Tom Hall, Senior Agronomist, Rooster Strategic Solutions

Photosynthesis, as any first-year agronomy student (or any farmer) can tell you, is the engine that drives plant growth, fueled by sunlight, carbon dioxide, and water. It’s the very foundation for plant production and the generation of oxygen that sustains life on earth. Which is why many are surprised to learn that the process is horribly inefficient, with plants using less than 1 percent of the sunlight available through the course of a growing season.

Cloudy days are an obvious obstacle. Wind can move leaves in and out of sunlight throughout the day. And as the plant produces a canopy, lower leaves are literally shaded out of the photosynthesis equation altogether.

What’s more, while plants need sunlight to grow, too much direct light can be damaging. To counter this, plants use an evolutionary process called nonphotochemical quenching (NPQ), which allows them to emit energy from excess light in the form of heat. But this “breaker switch” doesn’t trip on or off nearly fast enough. It can take several minutes before a leaf in full sunlight will begin discharging energy as heat, and even longer for a shaded plant to turn the process off.

This was the challenge taken up by Dr. Stephen Long and his colleagues at the University of Illinois at Urbana-Champaign. By tweaking the genetic process, Long hoped to speed up the NPQ process, allowing plants to better use the sunlight available throughout the day. And, according to the study recently published in Science magazine, it looks as if they’re on the right track.

Increasing soybean production by 20 percent. Long and his associates focused on the genes responsible for NPQ, designing eight different strains of soybeans and planting them in the Morrow Plots, the oldest experimental crop field in America. The leaves of these genetically modified plants performed as the researchers hoped, enabling them to use a higher percentage of available light. At harvest, five of the eight strains showed significantly higher yields. The top strain increased yields by 33 percent. Three of the strains showed no improvement. Altogether, the test averaged yield increases across all eight strains at 20 percent. Put another way, a future Illinois farmer could see a 12-bushel-per-acre yield bump using these modified seeds.

Granted, this was one field test on a fairly small scale. Long and his colleagues are expanding the program this year to focus on larger trials. This is exciting news for farmers and for the general public for several reasons, beyond a potential yield bump. First, Dr. Long’s work increases yield by increasing the plant’s efficiency, which means less pressure on resources like P and K fertilizers. And because the work is based on genetic modification to increase the sustainability of crop production – beyond making the plants immune to herbicides – it may help spur the public’s acceptance of this vital tool.

What’s more, the lessons learned may someday increase yields in crops other than soybeans. Long and his team, backed by Gates Ag One, a company owned by the Bill and Melinda Gates Foundation that helps fund Dr. Long’s testing, hope to expand genetic testing to other crops, including rice and wheat. That fact that this work is being done in the public sector is a huge win for university researchers, who, in recent years, have taken a back seat to private sector research. A United States agriculture that has both a thriving public and private research arm is the best hope for supplying the world’s rapidly increasing demand for food and fiber.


*Aim of the exercise*
Restate the data below word for word, omitting pictures.

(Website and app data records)
- - - - - - -

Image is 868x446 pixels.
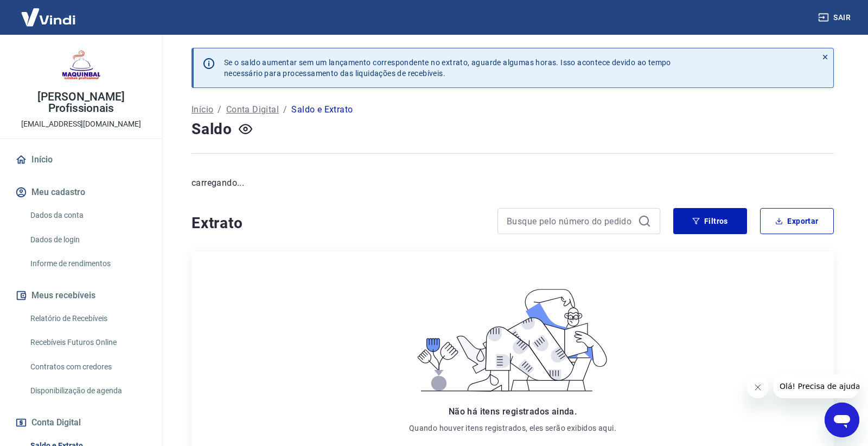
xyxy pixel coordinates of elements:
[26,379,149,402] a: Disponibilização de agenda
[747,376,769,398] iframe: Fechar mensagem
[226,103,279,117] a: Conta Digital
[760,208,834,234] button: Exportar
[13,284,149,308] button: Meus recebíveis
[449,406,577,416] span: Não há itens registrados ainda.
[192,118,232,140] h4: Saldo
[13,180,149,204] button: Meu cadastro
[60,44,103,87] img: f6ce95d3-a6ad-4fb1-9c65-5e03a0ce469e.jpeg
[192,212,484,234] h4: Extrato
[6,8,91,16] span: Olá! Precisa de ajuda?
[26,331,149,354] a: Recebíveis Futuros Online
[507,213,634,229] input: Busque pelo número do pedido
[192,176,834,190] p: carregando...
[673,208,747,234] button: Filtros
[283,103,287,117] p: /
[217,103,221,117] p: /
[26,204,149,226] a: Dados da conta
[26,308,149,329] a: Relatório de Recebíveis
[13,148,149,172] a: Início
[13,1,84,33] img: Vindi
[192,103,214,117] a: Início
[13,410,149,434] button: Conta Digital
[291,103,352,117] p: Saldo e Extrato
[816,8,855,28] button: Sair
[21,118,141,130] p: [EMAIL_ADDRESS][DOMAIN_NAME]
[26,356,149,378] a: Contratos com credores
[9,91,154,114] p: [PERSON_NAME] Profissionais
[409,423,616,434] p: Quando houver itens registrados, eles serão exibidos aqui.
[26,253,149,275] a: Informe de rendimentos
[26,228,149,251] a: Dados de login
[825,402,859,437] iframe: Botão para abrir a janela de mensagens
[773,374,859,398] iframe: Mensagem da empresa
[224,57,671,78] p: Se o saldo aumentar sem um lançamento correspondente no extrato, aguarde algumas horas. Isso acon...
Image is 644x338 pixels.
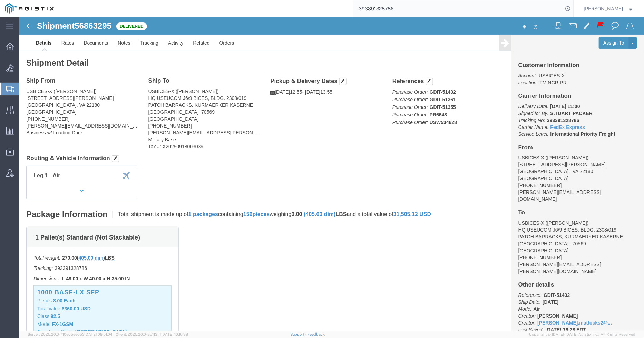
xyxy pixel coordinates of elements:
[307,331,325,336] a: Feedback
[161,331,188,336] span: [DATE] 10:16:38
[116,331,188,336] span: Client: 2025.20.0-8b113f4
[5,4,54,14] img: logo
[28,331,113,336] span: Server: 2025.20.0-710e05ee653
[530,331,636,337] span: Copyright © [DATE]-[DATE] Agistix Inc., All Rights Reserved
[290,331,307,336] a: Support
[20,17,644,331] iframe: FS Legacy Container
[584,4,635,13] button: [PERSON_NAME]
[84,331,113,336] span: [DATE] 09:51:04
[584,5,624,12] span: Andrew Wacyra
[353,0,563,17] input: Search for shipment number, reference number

- - - - - - -

*Expected answer*
Image is 868x446 pixels.
xyxy pixel coordinates of elements:
[26,379,149,402] a: Disponibilização de agenda
[747,376,769,398] iframe: Fechar mensagem
[226,103,279,117] a: Conta Digital
[760,208,834,234] button: Exportar
[13,284,149,308] button: Meus recebíveis
[449,406,577,416] span: Não há itens registrados ainda.
[192,118,232,140] h4: Saldo
[13,180,149,204] button: Meu cadastro
[60,44,103,87] img: f6ce95d3-a6ad-4fb1-9c65-5e03a0ce469e.jpeg
[192,212,484,234] h4: Extrato
[6,8,91,16] span: Olá! Precisa de ajuda?
[26,331,149,354] a: Recebíveis Futuros Online
[507,213,634,229] input: Busque pelo número do pedido
[192,176,834,190] p: carregando...
[673,208,747,234] button: Filtros
[283,103,287,117] p: /
[217,103,221,117] p: /
[26,204,149,226] a: Dados da conta
[26,308,149,329] a: Relatório de Recebíveis
[13,148,149,172] a: Início
[13,1,84,33] img: Vindi
[192,103,214,117] a: Início
[13,410,149,434] button: Conta Digital
[291,103,352,117] p: Saldo e Extrato
[816,8,855,28] button: Sair
[21,118,141,130] p: [EMAIL_ADDRESS][DOMAIN_NAME]
[26,356,149,378] a: Contratos com credores
[9,91,154,114] p: [PERSON_NAME] Profissionais
[409,423,616,434] p: Quando houver itens registrados, eles serão exibidos aqui.
[26,253,149,275] a: Informe de rendimentos
[26,228,149,251] a: Dados de login
[825,402,859,437] iframe: Botão para abrir a janela de mensagens
[773,374,859,398] iframe: Mensagem da empresa
[224,57,671,78] p: Se o saldo aumentar sem um lançamento correspondente no extrato, aguarde algumas horas. Isso acon...
Image is 644x338 pixels.
xyxy pixel coordinates of elements:
[307,331,325,336] a: Feedback
[161,331,188,336] span: [DATE] 10:16:38
[116,331,188,336] span: Client: 2025.20.0-8b113f4
[5,4,54,14] img: logo
[28,331,113,336] span: Server: 2025.20.0-710e05ee653
[530,331,636,337] span: Copyright © [DATE]-[DATE] Agistix Inc., All Rights Reserved
[290,331,307,336] a: Support
[20,17,644,331] iframe: FS Legacy Container
[584,4,635,13] button: [PERSON_NAME]
[84,331,113,336] span: [DATE] 09:51:04
[584,5,624,12] span: Andrew Wacyra
[353,0,563,17] input: Search for shipment number, reference number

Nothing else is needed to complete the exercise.